Institute supports Exposition at Middlesbrough Institute of Modern Art (MIMA) with steelmaking and process technologies display
The Materials Processing Institute will be supporting MIMA’s Teesside World Exposition of Art and Industry, celebrating the history of the industry and exploring its future in the North East.
The Expo opens at the Middlesbrough Institute of Modern Art (MIMA) on 25 June and runs until 9 October 2016. It is being organised as a response to the closure of the SSI steelworks at Redcar in September 2015.
The Institute continues to make steel on Teesside using an electric arc furnace at its Normanton facility. It also works with industrial innovators to conduct research for the materials, process and energy sectors. At the exposition, Materials Processing Institute will exhibit a range of raw materials involved in its processes alongside finished products, as well as the history of its site.
As well as exploring the area’s history and steelmaking heritage through documents and artefacts, the exposition will also feature a forward-looking showcase of new industrial technology. Materials Processing Institute, along with two other local industry specialists, has been invited to exhibit and display what the future holds for North East industry.
The exhibition will be sourced from and feature contributions from local collections, regional companies and international artists. It will aim to capture the industrial character of Teesside, depicting its foundation - from the extraction of raw materials, to production and the import and export of goods.
Chris McDonald, CEO of Materials Processing Institute, said: “The Teesside World Exposition of Art and Industry is a fantastic opportunity to celebrate Teesside’s proud industrial heritage and to look forward to its positive future.
“At Materials Processing Institute we are proud to offer innovative support to industrial research and development, helping to build the next generation of North East industry.”
Alastair Hudson, Director of MIMA, said: “It’s vital that an institute like us starts to take part in and tackles the issues that matter. The loss of large scale steel production is as much a cultural crisis as an economic one and we need to play our part in finding new industries, skills and solutions to keep the region economically healthy.
“That’s why the project profiles new local industrial processes and opportunities, as well as art, to understand that creativity and business are not separate but work together to shape our society.
“This is more than an exhibition; it’s an active project to make a real contribution to changing the situation. In doing this we revisit the history of the Institute movement, the organisations that were established in Great Britain during the Industrial Revolution, where learning through making, art, engineering and technology were all made accessible to many.”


§ TASK: If a line in the records below holds the word "lattice", copy it.

(Excerpts from a dataset)
--- START ---

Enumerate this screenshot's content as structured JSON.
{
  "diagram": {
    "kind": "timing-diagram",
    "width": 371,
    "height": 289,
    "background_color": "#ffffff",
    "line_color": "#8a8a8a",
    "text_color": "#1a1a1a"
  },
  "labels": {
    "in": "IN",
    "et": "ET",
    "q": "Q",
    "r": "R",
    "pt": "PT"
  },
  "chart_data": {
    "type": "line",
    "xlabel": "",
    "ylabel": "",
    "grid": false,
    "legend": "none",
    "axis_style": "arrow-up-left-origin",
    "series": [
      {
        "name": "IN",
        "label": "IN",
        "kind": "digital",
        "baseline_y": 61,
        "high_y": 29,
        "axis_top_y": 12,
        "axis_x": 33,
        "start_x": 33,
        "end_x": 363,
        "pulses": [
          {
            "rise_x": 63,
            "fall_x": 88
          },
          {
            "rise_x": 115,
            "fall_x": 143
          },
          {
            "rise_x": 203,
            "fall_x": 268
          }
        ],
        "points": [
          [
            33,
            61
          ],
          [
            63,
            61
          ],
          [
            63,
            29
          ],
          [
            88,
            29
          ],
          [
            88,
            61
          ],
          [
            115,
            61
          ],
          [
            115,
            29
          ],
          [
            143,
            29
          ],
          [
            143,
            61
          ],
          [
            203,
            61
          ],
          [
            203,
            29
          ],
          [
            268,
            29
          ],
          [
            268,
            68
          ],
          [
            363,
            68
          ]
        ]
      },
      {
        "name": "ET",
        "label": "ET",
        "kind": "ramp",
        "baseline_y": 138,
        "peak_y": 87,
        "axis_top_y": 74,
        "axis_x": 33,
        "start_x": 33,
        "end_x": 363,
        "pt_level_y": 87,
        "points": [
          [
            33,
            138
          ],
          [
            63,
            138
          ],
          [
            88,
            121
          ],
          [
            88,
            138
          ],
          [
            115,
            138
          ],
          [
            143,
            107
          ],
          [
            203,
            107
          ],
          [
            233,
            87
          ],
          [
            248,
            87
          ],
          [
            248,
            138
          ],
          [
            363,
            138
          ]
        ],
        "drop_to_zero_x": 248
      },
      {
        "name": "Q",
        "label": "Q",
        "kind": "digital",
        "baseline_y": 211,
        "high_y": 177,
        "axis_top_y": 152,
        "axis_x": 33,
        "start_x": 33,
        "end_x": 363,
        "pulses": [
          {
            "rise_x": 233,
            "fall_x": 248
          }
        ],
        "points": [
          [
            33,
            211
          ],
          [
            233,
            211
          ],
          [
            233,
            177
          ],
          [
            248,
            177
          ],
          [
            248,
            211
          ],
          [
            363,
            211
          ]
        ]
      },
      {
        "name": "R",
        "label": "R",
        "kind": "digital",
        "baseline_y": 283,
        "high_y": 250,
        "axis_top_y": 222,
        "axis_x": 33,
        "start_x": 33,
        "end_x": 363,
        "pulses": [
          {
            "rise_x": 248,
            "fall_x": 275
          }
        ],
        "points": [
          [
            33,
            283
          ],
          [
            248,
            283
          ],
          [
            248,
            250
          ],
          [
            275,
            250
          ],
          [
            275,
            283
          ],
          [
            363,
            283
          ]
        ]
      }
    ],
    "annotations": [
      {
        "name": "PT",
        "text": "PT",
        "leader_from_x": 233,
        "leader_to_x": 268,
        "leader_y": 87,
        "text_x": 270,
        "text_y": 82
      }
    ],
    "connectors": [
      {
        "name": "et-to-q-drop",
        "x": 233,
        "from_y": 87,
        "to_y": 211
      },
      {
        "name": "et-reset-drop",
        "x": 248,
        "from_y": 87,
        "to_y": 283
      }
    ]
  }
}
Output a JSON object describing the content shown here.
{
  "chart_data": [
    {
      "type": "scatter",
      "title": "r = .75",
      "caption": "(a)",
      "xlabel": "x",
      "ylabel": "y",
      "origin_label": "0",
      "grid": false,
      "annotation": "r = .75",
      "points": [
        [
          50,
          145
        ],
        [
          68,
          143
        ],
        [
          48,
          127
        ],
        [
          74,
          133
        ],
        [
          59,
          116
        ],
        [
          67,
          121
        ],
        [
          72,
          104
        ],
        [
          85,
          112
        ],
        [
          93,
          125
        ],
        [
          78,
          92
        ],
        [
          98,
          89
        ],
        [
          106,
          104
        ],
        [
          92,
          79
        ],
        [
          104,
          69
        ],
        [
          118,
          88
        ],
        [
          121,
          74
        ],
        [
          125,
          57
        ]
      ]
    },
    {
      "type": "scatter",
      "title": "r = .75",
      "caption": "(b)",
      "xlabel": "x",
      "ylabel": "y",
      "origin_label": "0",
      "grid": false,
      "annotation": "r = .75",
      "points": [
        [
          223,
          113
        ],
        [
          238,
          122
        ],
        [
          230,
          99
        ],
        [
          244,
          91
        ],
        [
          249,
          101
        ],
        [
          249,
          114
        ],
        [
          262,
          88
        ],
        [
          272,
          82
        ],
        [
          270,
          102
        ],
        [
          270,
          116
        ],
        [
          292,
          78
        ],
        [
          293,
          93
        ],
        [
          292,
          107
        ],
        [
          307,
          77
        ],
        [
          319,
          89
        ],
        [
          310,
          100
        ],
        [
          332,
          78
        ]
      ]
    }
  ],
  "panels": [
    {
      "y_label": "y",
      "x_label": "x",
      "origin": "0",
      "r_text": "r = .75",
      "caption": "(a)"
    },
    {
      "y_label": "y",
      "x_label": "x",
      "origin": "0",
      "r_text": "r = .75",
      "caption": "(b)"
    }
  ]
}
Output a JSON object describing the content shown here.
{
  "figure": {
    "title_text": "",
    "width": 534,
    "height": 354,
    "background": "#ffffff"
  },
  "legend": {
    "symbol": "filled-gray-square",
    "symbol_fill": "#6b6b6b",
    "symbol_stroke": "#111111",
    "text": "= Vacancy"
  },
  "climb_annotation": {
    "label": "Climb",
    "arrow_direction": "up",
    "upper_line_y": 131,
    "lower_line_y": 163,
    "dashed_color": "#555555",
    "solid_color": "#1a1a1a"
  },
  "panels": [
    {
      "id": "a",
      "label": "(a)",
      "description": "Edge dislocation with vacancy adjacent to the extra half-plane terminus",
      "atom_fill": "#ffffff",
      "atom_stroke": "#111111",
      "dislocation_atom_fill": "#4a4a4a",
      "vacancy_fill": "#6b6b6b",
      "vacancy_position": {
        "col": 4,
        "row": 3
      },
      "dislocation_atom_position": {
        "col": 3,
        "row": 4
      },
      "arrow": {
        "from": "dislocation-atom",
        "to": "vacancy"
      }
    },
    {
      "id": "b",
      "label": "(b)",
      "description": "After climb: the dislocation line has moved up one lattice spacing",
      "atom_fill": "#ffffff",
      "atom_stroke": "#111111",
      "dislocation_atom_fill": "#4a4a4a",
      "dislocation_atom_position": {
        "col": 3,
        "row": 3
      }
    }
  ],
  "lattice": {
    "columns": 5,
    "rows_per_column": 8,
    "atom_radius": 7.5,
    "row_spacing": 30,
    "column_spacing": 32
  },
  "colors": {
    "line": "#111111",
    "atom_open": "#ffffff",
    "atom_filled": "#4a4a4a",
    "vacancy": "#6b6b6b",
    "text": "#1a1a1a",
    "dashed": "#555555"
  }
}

--- END ---
--- START ---

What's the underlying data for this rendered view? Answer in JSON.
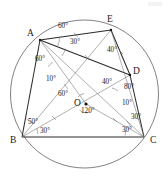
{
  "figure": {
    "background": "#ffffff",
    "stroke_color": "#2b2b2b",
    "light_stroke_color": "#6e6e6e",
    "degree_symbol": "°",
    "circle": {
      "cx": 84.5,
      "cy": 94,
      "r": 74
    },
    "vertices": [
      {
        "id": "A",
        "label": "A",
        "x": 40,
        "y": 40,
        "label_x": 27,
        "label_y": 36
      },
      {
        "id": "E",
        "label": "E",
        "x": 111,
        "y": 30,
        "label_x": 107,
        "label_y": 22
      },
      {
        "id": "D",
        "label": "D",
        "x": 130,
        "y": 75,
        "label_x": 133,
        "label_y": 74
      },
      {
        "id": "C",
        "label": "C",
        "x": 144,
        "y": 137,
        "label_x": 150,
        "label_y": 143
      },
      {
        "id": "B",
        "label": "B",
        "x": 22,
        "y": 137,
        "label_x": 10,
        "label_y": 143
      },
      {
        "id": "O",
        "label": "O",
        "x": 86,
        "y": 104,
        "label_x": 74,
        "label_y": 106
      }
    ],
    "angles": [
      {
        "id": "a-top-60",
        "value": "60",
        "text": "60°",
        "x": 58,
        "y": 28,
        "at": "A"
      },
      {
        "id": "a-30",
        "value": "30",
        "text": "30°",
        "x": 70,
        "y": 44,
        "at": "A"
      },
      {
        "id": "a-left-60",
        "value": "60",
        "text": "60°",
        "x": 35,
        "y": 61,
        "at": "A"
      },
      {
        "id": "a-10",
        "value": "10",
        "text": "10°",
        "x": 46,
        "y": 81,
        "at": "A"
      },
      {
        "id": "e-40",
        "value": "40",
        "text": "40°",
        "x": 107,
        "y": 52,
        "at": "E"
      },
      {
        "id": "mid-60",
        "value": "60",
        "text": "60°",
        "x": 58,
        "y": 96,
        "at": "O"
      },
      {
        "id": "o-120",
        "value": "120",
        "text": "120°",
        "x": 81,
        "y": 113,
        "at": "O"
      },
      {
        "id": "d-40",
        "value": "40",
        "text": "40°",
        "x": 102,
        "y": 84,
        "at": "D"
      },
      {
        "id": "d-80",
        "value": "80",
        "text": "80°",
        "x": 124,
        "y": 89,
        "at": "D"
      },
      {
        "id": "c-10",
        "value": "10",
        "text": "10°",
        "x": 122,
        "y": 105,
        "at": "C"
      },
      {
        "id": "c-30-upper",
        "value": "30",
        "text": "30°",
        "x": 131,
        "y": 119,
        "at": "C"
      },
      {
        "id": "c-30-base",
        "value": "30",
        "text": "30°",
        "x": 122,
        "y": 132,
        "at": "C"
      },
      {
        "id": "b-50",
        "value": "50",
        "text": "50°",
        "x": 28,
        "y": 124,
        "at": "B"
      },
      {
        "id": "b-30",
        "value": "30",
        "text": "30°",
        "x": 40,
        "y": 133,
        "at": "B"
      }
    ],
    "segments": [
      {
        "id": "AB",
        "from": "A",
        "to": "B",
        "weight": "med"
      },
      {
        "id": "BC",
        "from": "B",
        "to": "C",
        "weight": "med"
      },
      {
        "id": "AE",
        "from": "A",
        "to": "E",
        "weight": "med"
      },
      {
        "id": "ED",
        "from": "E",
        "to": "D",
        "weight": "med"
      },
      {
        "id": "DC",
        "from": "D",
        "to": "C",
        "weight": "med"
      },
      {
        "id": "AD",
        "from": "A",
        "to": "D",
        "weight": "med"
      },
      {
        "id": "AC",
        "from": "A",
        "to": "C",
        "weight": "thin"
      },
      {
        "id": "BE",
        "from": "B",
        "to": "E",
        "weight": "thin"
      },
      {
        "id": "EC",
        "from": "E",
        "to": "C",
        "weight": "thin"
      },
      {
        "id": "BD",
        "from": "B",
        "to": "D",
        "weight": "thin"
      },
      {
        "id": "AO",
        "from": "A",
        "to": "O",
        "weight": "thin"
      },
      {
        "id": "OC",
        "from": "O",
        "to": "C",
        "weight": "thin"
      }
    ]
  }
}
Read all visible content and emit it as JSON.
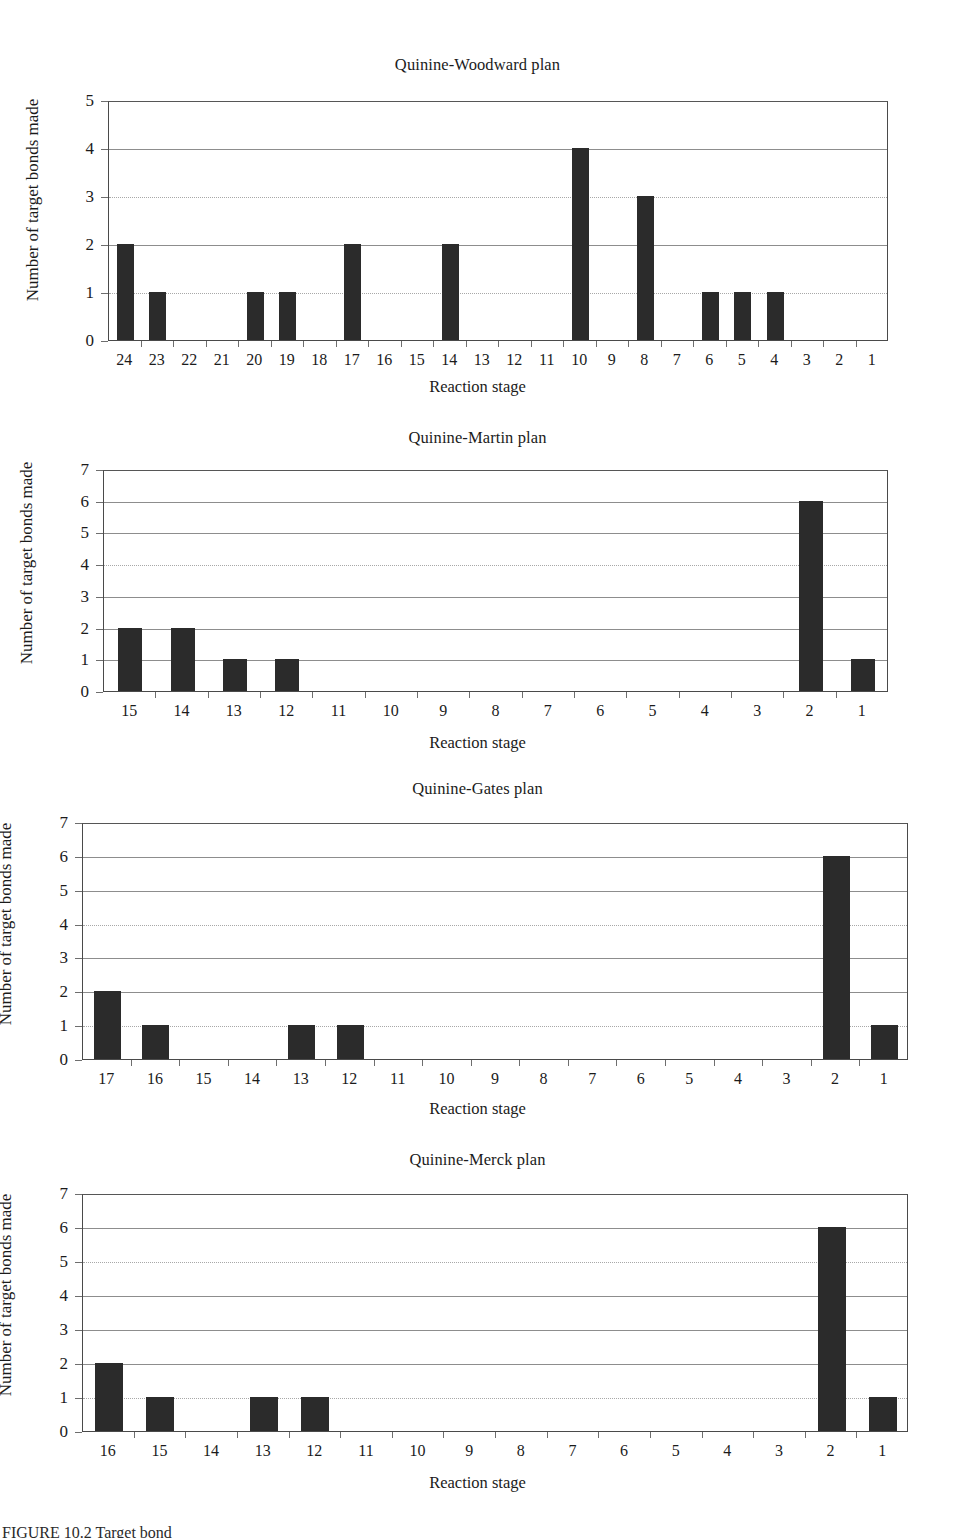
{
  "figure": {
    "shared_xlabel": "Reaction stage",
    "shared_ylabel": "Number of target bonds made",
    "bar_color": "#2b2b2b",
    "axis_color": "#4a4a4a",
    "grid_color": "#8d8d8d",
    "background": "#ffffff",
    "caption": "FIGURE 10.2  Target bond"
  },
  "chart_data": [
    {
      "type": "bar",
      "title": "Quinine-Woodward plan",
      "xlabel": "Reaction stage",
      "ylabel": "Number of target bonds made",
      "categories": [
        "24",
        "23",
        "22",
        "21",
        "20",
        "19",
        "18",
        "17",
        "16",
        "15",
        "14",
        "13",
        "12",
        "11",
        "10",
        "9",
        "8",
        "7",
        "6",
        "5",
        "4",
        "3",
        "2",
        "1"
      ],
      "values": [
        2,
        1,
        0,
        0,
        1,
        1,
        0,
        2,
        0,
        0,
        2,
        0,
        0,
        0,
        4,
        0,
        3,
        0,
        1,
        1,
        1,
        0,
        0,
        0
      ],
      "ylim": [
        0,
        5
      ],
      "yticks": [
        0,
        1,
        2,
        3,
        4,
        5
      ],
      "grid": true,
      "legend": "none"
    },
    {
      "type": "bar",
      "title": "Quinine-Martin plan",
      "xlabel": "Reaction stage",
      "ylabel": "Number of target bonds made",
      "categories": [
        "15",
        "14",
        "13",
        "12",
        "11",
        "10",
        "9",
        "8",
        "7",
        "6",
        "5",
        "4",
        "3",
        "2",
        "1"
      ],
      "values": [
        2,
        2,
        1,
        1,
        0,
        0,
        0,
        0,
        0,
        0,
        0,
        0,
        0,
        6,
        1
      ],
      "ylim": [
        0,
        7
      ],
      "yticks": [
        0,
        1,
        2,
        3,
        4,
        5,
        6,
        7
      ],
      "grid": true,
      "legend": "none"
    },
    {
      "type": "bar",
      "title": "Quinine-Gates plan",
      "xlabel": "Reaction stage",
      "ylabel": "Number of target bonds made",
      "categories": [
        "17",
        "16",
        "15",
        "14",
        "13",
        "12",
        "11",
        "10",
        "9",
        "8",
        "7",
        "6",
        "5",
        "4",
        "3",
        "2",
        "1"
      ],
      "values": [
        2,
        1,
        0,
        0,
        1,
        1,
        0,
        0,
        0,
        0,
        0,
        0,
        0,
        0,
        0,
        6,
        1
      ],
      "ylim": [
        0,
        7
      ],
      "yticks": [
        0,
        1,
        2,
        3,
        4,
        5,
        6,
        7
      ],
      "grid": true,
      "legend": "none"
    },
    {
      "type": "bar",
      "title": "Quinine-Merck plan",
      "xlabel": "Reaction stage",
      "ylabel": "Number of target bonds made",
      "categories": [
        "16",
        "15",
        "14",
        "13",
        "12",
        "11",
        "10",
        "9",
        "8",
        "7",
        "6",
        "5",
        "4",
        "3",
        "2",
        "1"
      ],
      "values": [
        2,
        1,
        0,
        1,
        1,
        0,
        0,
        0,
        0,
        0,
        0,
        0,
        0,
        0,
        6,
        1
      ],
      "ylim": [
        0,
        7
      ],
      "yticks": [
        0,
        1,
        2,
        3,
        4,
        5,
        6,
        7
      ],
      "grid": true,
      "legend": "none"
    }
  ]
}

--- END ---
--- START ---

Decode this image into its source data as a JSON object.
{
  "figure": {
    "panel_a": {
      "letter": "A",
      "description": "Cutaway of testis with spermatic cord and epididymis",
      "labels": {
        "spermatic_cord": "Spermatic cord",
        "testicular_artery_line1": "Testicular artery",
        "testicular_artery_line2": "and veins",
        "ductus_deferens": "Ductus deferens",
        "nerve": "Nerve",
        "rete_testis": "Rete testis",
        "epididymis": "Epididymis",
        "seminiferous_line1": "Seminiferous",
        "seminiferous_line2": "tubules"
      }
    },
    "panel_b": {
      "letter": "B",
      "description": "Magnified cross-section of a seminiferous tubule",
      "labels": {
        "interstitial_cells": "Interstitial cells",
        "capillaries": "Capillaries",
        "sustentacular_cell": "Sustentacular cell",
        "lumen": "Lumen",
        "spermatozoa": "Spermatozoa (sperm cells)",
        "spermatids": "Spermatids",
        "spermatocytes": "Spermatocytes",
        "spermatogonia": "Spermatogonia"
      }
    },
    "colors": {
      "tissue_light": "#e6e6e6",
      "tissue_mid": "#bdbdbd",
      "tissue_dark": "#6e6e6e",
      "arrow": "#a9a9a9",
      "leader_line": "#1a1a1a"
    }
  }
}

--- END ---

§ SOLUTION:
      "description": "After climb: the dislocation line has moved up one lattice spacing",
  "lattice": {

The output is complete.